I recently completed 19 months of field research in El Salvador, Peru and the United States. This research falls in the areas of conflict and security studies, human rights and transitional justice.
Presented at APSA 2010 Download the full article
This paper explores one half of the debate between opportunistic and strategic explanations of violence, namely that sexual violence is unfortunate, but inevitable during the "chaos of war" when leaders cannot effectively monitor or control the self-interested behavior of their soldiers. That this is the prevailing conventional wisdom, often cited by political and military leaders when confronted with reports of abuse, mandates that the opportunity model of sexual violence be given careful consideration and subjected to rigorous empirical testing. I find that the profile of sexual violence victims is statistically different from that of other human rights violations. In Peru, victims of sexual violence are both male and female, are more educated, are less likely to members of rural indigenous communities, and are not members of the population to whom soldiers had the most access. Moreover, I find that the military command was present during and permitted a substantial proportion of these sexual assaults. This evidence demonstrates that opportunism may offer a partial, but ultimately incomplete, explanation of sexual violence during the Peruvian civil war.

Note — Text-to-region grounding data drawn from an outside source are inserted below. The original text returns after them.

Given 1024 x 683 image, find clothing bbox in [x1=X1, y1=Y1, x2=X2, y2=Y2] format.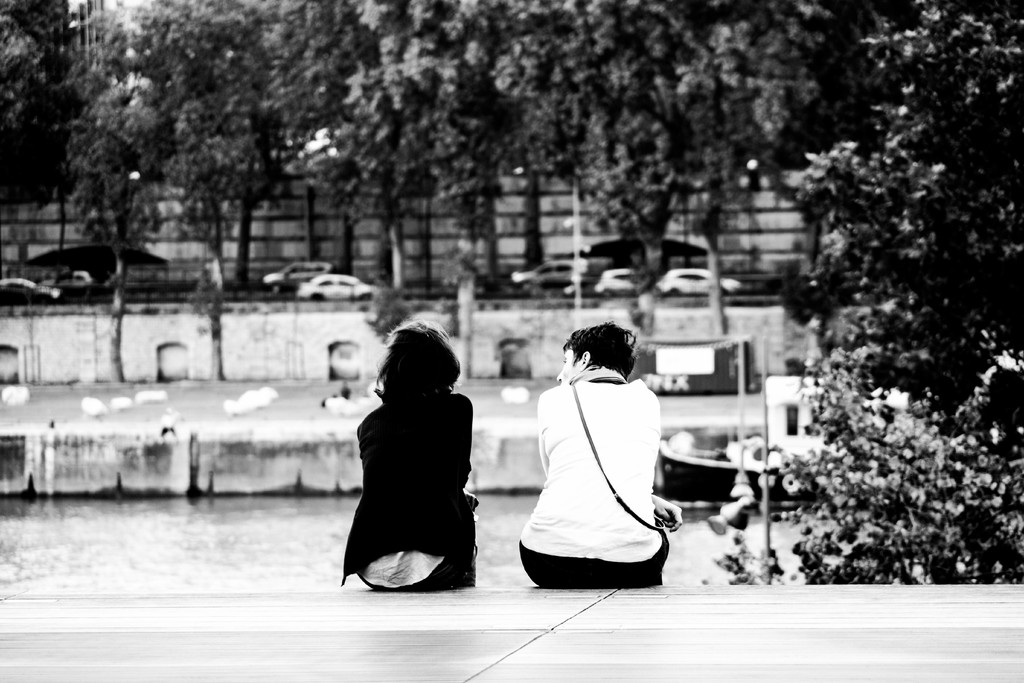
[x1=340, y1=384, x2=489, y2=593].
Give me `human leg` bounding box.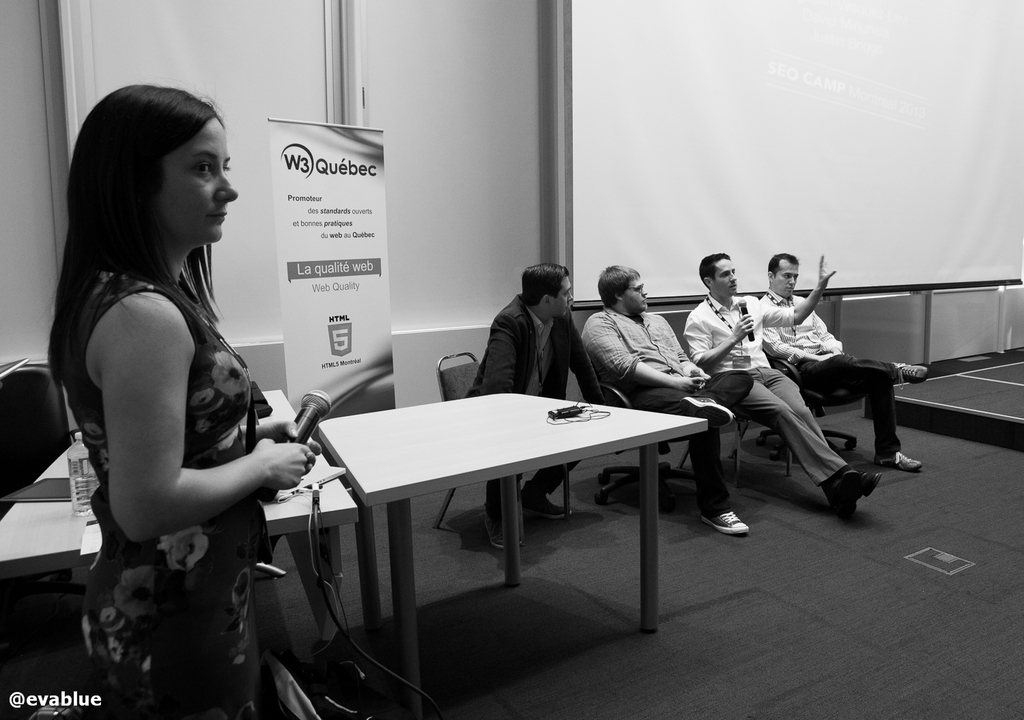
<bbox>799, 357, 933, 383</bbox>.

International Studies Quarterly (2009) 53, 445–468 Download the full article
This article is a comparative analysis of sexual violence perpetrated by state armed forces during the Guatemalan and Peruvian civil wars. Focusing on the type of violation and the context in which it occurs provides new insights into the motives behind its use in war. It introduces a new data set on sexual violence compiled from truth commission documents and nongovernmental human rights organizations’ reports. The data reveal that members of the state armed forces perpetrated the majority of sexual violations, that rape and gang rape are the most frequent but not the only abuses committed, and that women are the overwhelming majority of victims of sexual violence. Aggregate patterns suggest that state authorities must have known of mass sexual abuse and failed to act in accordance with international law. Moreover, some evidence suggests sexual violence is used as a weapon of war. However, mono-causal models cannot sufficiently account for the variation and complexity in its use. Even within the same conflict, sexual violence can serve multiple functions in different contexts and at different points in time.

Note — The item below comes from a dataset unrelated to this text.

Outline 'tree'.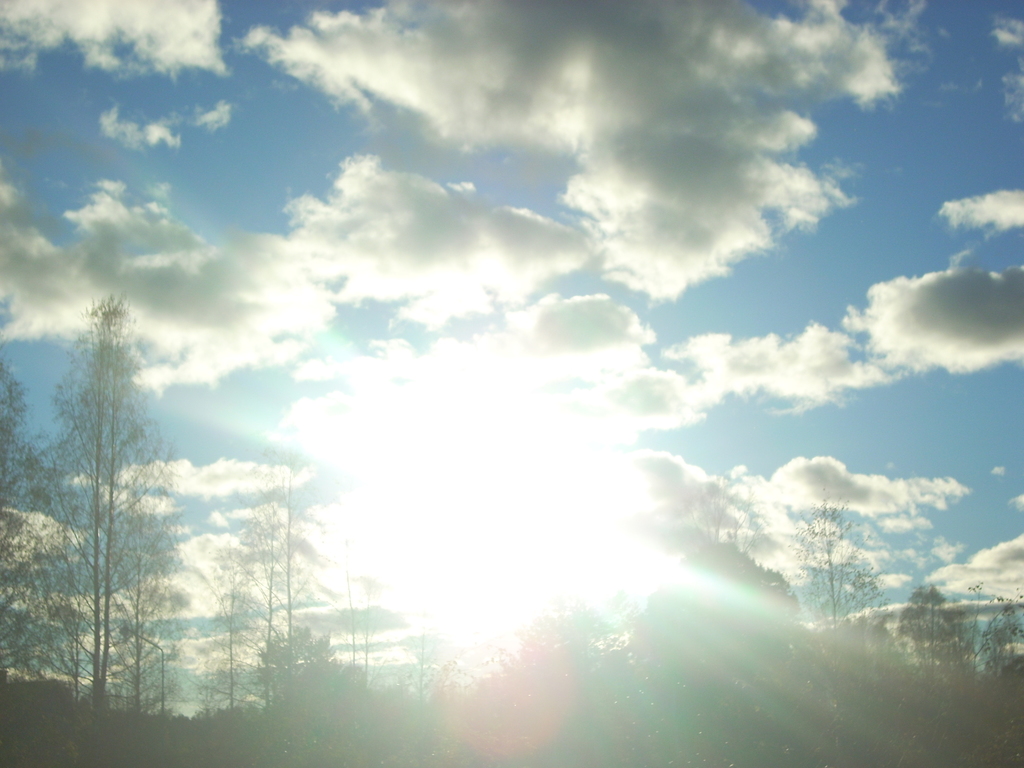
Outline: bbox=[788, 503, 880, 687].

Archive Center of the Truth & Reconciliation Commission, Lima, PeruPolitics & Society 2009; 37; 75 Download the full article
This article explores the methodological obstacles to research on wartime sexual violence and the extent to which they can be overcome with archival research. It discusses issues of concept formation, counting victims of human rights abuse, and coding violations. It compares figures from the Peruvian Truth and Reconciliation Commission’s final report, an analysis of the Commission’s published materials, and an analysis of the primary documents and finds that (1) the number of reported cases of sexual violence is significantly higher than the 538 cited by the Commission, (2) men were more often the targets of sexual violence than previously thought, and (3) sexual humiliation and sexual torture were common practices during the war.